By: Bryan Li
Future astronauts on mars need to live somewhere. Researchers analyzed caves that could potentially serve as shelters for astronauts to live in.
Shelter on Mars is quite hard to find. According to Nicole Bardabelias, a geoscientist at the University of Arizona, Mars’ surface is subject to harsh radiation, meteorite and micrometeorite bombardment, as well as extreme temperature changes. Subterranean caves would offer some form of protection to these conditions. But just any old cave won’t do.
Researchers also had to consider the location, size, and elevation of these caves as well. Caves have to be close to a possible landing site and with an elevation far enough down to where rockets can decelerate and land safely. Crash-landing in front of a great home isn’t exactly desirable.
To choose which caves are best, Bardabelias and her colleagues used the Mars Global Cave Candidate Catalog, an inventory of over a thousand caves imaged by the Mars Odyssey and Mars Reconnaissance Orbiter. They then narrowed down the options by seeing if they were within 60 miles of a suitable landing site and determined whether or not it was below an elevation of 3,300 ft. They also required the cave to have high quality photos. They have to make sure the caves are actually caves, of course. After narrowing it down to 139, the team manually examined them and further narrowed it down to nine caves, all of which extended some distance underground. Since none of the rovers on Mars are close enough to image the caves, orbital spacecraft will have to do it.
Astronauts living in caves on Mars could be the very start of transforming the red planet into another planet humans have conquered. Glen Cushing, a space scientist at the Astrogeology Science Center, says that “It’s fitting that we’re looking to caves once again for shelter as we prepare to explore new worlds. That takes us all the way back to the dawn of humanity.”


→ **REQUIRED WORK**
Your reply should reproduce each line below exactly and carry none of the pictures.
= Beginning of Section =
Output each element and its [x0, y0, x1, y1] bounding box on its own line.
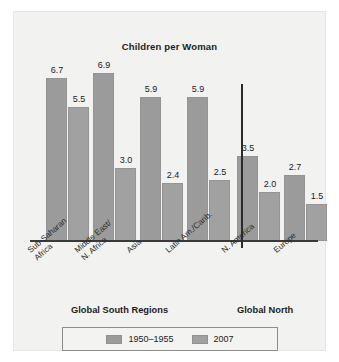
- chart-title: Children per Woman: [14, 41, 325, 52]
- value-label-sub-saharan-1950: 6.7: [43, 65, 71, 75]
- legend-label-1950-1955: 1950–1955: [128, 334, 173, 344]
- chart-legend: 1950–1955 2007: [62, 327, 278, 351]
- value-label-europe-2007: 1.5: [303, 191, 331, 201]
- bar-sub-saharan-1950: [46, 78, 67, 241]
- bar-europe-2007: [306, 204, 327, 241]
- bar-sub-saharan-2007: [68, 107, 89, 241]
- value-label-asia-2007: 2.4: [159, 170, 187, 180]
- bar-latin-america-2007: [209, 180, 230, 241]
- bar-north-america-2007: [259, 192, 280, 241]
- bar-middle-east-1950: [93, 73, 114, 241]
- value-label-sub-saharan-2007: 5.5: [65, 94, 93, 104]
- legend-swatch-2007: [192, 335, 208, 344]
- legend-item-2007: 2007: [192, 334, 234, 344]
- plot-area: 6.7 5.5 6.9 3.0 5.9 2.4 5.9 2.5 3.5 2.0 …: [30, 57, 315, 241]
- legend-label-2007: 2007: [214, 334, 234, 344]
- bar-europe-1950: [284, 175, 305, 241]
- value-label-middle-east-2007: 3.0: [112, 155, 140, 165]
- bar-asia-1950: [140, 97, 161, 241]
- value-label-north-america-2007: 2.0: [256, 179, 284, 189]
- value-label-asia-1950: 5.9: [137, 84, 165, 94]
- bar-asia-2007: [162, 183, 183, 241]
- group-label-global-north: Global North: [237, 305, 293, 315]
- legend-swatch-1950-1955: [106, 335, 122, 344]
- value-label-latin-america-2007: 2.5: [206, 167, 234, 177]
- value-label-latin-america-1950: 5.9: [184, 84, 212, 94]
- bar-middle-east-2007: [115, 168, 136, 241]
- chart-panel: Children per Woman 6.7 5.5 6.9 3.0 5.9 2…: [14, 12, 325, 350]
- global-south-north-divider: [241, 84, 243, 248]
- value-label-north-america-1950: 3.5: [234, 143, 262, 153]
- value-label-middle-east-1950: 6.9: [90, 60, 118, 70]
- legend-item-1950-1955: 1950–1955: [106, 334, 173, 344]
- value-label-europe-1950: 2.7: [281, 162, 309, 172]
- group-label-global-south: Global South Regions: [71, 305, 168, 315]
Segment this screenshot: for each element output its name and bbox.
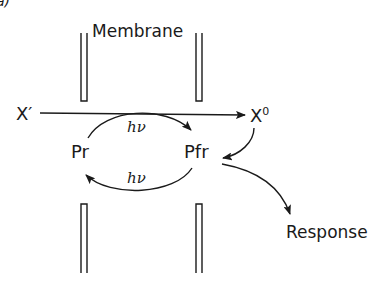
response-label: Response (286, 224, 368, 241)
x-prime-label: X′ (16, 105, 32, 123)
x-zero-superscript: 0 (262, 105, 269, 118)
xzero-to-pfr-arrow (223, 128, 254, 158)
membrane-label: Membrane (92, 23, 183, 40)
pfr-to-response-arrow (222, 164, 290, 214)
membrane-lower-right-bar (196, 204, 202, 273)
upper-light-label: hν (127, 120, 146, 135)
phytochrome-diagram: a) Membrane X′ X0 hν Pr Pfr hν Response (0, 0, 390, 284)
lower-light-label: hν (127, 171, 146, 186)
x-zero-label: X0 (250, 106, 269, 125)
pr-label: Pr (71, 143, 89, 161)
x-zero-base: X (250, 105, 262, 126)
panel-mark: a) (0, 0, 10, 8)
membrane-lower-left-bar (81, 204, 87, 273)
pfr-label: Pfr (184, 143, 209, 161)
membrane-upper-left-bar (81, 33, 87, 101)
membrane-upper-right-bar (196, 33, 202, 101)
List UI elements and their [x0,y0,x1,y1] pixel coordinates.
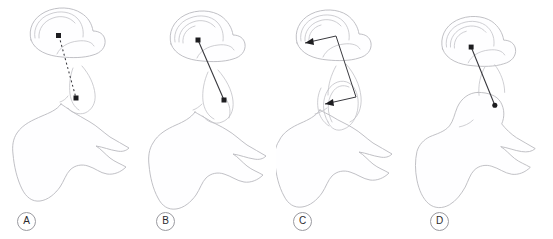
panel-d: D [413,0,551,239]
panel-b-illustration [138,0,276,239]
panel-b: B [138,0,276,239]
panel-d-illustration [413,0,551,239]
axis-lower-vertebra-d [415,65,535,208]
axis-lower-vertebra-b [149,70,266,209]
measurement-endpoint-marker-upper-d [469,45,474,50]
bracket-arrowhead-lower-c [325,99,334,106]
atlas-upper-body-d [442,16,516,66]
axis-lower-vertebra-a [13,66,129,201]
axis-lower-vertebra-c [276,64,392,207]
panel-label-c: C [293,212,312,231]
measurement-endpoint-marker-lower-a [74,96,79,101]
figure-root: A B [0,0,553,239]
measurement-endpoint-marker-lower-d [492,103,497,108]
panel-c-illustration [276,0,414,239]
panel-label-b: B [156,212,175,231]
panel-a: A [0,0,138,239]
panel-label-a: A [17,212,36,231]
atlas-upper-body-c [296,10,371,61]
panel-label-d: D [430,212,449,231]
measurement-endpoint-marker-lower-b [222,98,227,103]
atlas-upper-body-a [30,8,105,58]
measurement-endpoint-marker-upper-b [196,38,201,43]
panel-a-illustration [0,0,138,239]
measurement-endpoint-marker-upper-a [56,33,61,38]
atlas-upper-body-b [170,11,245,62]
panel-c: C [276,0,414,239]
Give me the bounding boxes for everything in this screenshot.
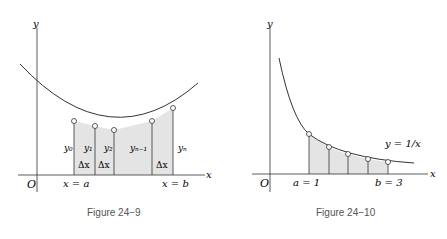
ordinate-yn: yₙ bbox=[178, 143, 187, 153]
ordinate-yn-1: yₙ₋₁ bbox=[130, 143, 147, 153]
function-label: y = 1/x bbox=[385, 138, 421, 149]
origin-label-2: O bbox=[260, 177, 269, 190]
figure-24-9 bbox=[18, 28, 205, 192]
y-axis-label-2: y bbox=[267, 18, 273, 29]
y-axis-label: y bbox=[33, 18, 39, 29]
figure-24-10 bbox=[252, 28, 428, 192]
x-axis-label: x bbox=[206, 169, 212, 180]
ordinate-y2: y₂ bbox=[104, 143, 113, 153]
ordinate-y1: y₁ bbox=[84, 143, 93, 153]
origin-label: O bbox=[27, 178, 36, 191]
figure-page: y x O x = a x = b y₀ y₁ y₂ yₙ₋₁ yₙ Δx Δx… bbox=[0, 0, 447, 239]
caption-24-10: Figure 24−10 bbox=[316, 207, 375, 218]
left-bound-label: x = a bbox=[63, 178, 89, 189]
delta-x-2: Δx bbox=[98, 160, 110, 170]
delta-x-1: Δx bbox=[78, 160, 90, 170]
x-axis-label-2: x bbox=[430, 168, 436, 179]
b-bound-label: b = 3 bbox=[375, 177, 403, 188]
caption-24-9: Figure 24−9 bbox=[87, 207, 141, 218]
a-bound-label: a = 1 bbox=[293, 177, 320, 188]
right-bound-label: x = b bbox=[162, 178, 189, 189]
figures-svg bbox=[0, 0, 447, 239]
ordinate-y0: y₀ bbox=[64, 143, 73, 153]
delta-x-3: Δx bbox=[156, 160, 168, 170]
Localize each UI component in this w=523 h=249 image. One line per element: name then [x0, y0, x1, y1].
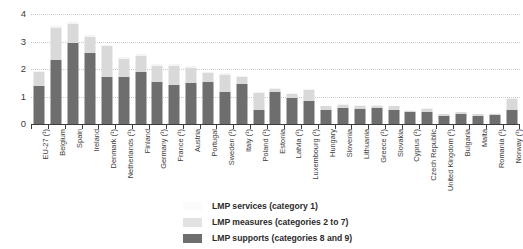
= End of Section =
→ **ANSWER SECTION**
Output each element and its [x0, y0, x1, y1] bounding box on its own line.
- chart-title: Children per Woman: [14, 41, 325, 52]
- value-label-sub-saharan-1950: 6.7: [43, 65, 71, 75]
- legend-label-1950-1955: 1950–1955: [128, 334, 173, 344]
- chart-legend: 1950–1955 2007: [62, 327, 278, 351]
- value-label-europe-2007: 1.5: [303, 191, 331, 201]
- bar-sub-saharan-1950: [46, 78, 67, 241]
- bar-europe-2007: [306, 204, 327, 241]
- bar-sub-saharan-2007: [68, 107, 89, 241]
- value-label-asia-2007: 2.4: [159, 170, 187, 180]
- bar-latin-america-2007: [209, 180, 230, 241]
- bar-north-america-2007: [259, 192, 280, 241]
- bar-middle-east-1950: [93, 73, 114, 241]
- value-label-sub-saharan-2007: 5.5: [65, 94, 93, 104]
- legend-swatch-2007: [192, 335, 208, 344]
- legend-item-2007: 2007: [192, 334, 234, 344]
- plot-area: 6.7 5.5 6.9 3.0 5.9 2.4 5.9 2.5 3.5 2.0 …: [30, 57, 315, 241]
- legend-label-2007: 2007: [214, 334, 234, 344]
- bar-europe-1950: [284, 175, 305, 241]
- value-label-middle-east-2007: 3.0: [112, 155, 140, 165]
- bar-asia-1950: [140, 97, 161, 241]
- value-label-north-america-2007: 2.0: [256, 179, 284, 189]
- value-label-asia-1950: 5.9: [137, 84, 165, 94]
- bar-asia-2007: [162, 183, 183, 241]
- group-label-global-north: Global North: [237, 305, 293, 315]
- legend-swatch-1950-1955: [106, 335, 122, 344]
- value-label-latin-america-2007: 2.5: [206, 167, 234, 177]
- value-label-latin-america-1950: 5.9: [184, 84, 212, 94]
- bar-middle-east-2007: [115, 168, 136, 241]
- chart-panel: Children per Woman 6.7 5.5 6.9 3.0 5.9 2…: [14, 12, 325, 350]
- global-south-north-divider: [241, 84, 243, 248]
- value-label-north-america-1950: 3.5: [234, 143, 262, 153]
- value-label-middle-east-1950: 6.9: [90, 60, 118, 70]
- legend-item-1950-1955: 1950–1955: [106, 334, 173, 344]
- value-label-europe-1950: 2.7: [281, 162, 309, 172]
- group-label-global-south: Global South Regions: [71, 305, 168, 315]
Segment this screenshot: for each element output its name and bbox.
response-label: Response (286, 224, 368, 241)
x-prime-label: X′ (16, 105, 32, 123)
x-zero-superscript: 0 (262, 105, 269, 118)
xzero-to-pfr-arrow (223, 128, 254, 158)
membrane-label: Membrane (92, 23, 183, 40)
pfr-to-response-arrow (222, 164, 290, 214)
membrane-lower-right-bar (196, 204, 202, 273)
upper-light-label: hν (127, 120, 146, 135)
phytochrome-diagram: a) Membrane X′ X0 hν Pr Pfr hν Response (0, 0, 390, 284)
lower-light-label: hν (127, 171, 146, 186)
x-zero-label: X0 (250, 106, 269, 125)
pr-label: Pr (71, 143, 89, 161)
x-zero-base: X (250, 105, 262, 126)
panel-mark: a) (0, 0, 10, 8)
membrane-lower-left-bar (81, 204, 87, 273)
pfr-label: Pfr (184, 143, 209, 161)
membrane-upper-left-bar (81, 33, 87, 101)
membrane-upper-right-bar (196, 33, 202, 101)
List UI elements and their [x0,y0,x1,y1] pixel coordinates.
panel-d: D [413,0,551,239]
panel-b-illustration [138,0,276,239]
panel-b: B [138,0,276,239]
panel-d-illustration [413,0,551,239]
axis-lower-vertebra-d [415,65,535,208]
axis-lower-vertebra-b [149,70,266,209]
measurement-endpoint-marker-upper-d [469,45,474,50]
bracket-arrowhead-lower-c [325,99,334,106]
atlas-upper-body-d [442,16,516,66]
axis-lower-vertebra-a [13,66,129,201]
axis-lower-vertebra-c [276,64,392,207]
panel-label-c: C [293,212,312,231]
measurement-endpoint-marker-lower-a [74,96,79,101]
figure-root: A B [0,0,553,239]
measurement-endpoint-marker-lower-d [492,103,497,108]
panel-c-illustration [276,0,414,239]
panel-label-b: B [156,212,175,231]
panel-a: A [0,0,138,239]
panel-label-a: A [17,212,36,231]
atlas-upper-body-c [296,10,371,61]
panel-label-d: D [430,212,449,231]
measurement-endpoint-marker-lower-b [222,98,227,103]
atlas-upper-body-a [30,8,105,58]
measurement-endpoint-marker-upper-b [196,38,201,43]
panel-a-illustration [0,0,138,239]
measurement-endpoint-marker-upper-a [56,33,61,38]
atlas-upper-body-b [170,11,245,62]
panel-c: C [276,0,414,239]
Give me the bounding boxes for everything in this screenshot.
ordinate-yn: yₙ bbox=[178, 143, 187, 153]
ordinate-yn-1: yₙ₋₁ bbox=[130, 143, 147, 153]
function-label: y = 1/x bbox=[385, 138, 421, 149]
origin-label-2: O bbox=[260, 177, 269, 190]
figure-24-9 bbox=[18, 28, 205, 192]
y-axis-label-2: y bbox=[267, 18, 273, 29]
y-axis-label: y bbox=[33, 18, 39, 29]
figure-24-10 bbox=[252, 28, 428, 192]
x-axis-label: x bbox=[206, 169, 212, 180]
ordinate-y2: y₂ bbox=[104, 143, 113, 153]
ordinate-y1: y₁ bbox=[84, 143, 93, 153]
origin-label: O bbox=[27, 178, 36, 191]
figure-page: y x O x = a x = b y₀ y₁ y₂ yₙ₋₁ yₙ Δx Δx… bbox=[0, 0, 447, 239]
caption-24-10: Figure 24−10 bbox=[316, 207, 375, 218]
left-bound-label: x = a bbox=[63, 178, 89, 189]
delta-x-2: Δx bbox=[98, 160, 110, 170]
delta-x-1: Δx bbox=[78, 160, 90, 170]
x-axis-label-2: x bbox=[430, 168, 436, 179]
b-bound-label: b = 3 bbox=[375, 177, 403, 188]
caption-24-9: Figure 24−9 bbox=[87, 207, 141, 218]
a-bound-label: a = 1 bbox=[293, 177, 320, 188]
right-bound-label: x = b bbox=[162, 178, 189, 189]
figures-svg bbox=[0, 0, 447, 239]
ordinate-y0: y₀ bbox=[64, 143, 73, 153]
delta-x-3: Δx bbox=[156, 160, 168, 170]
Localize each UI component in this w=523 h=249 image. One line per element: name then [x0, y0, x1, y1].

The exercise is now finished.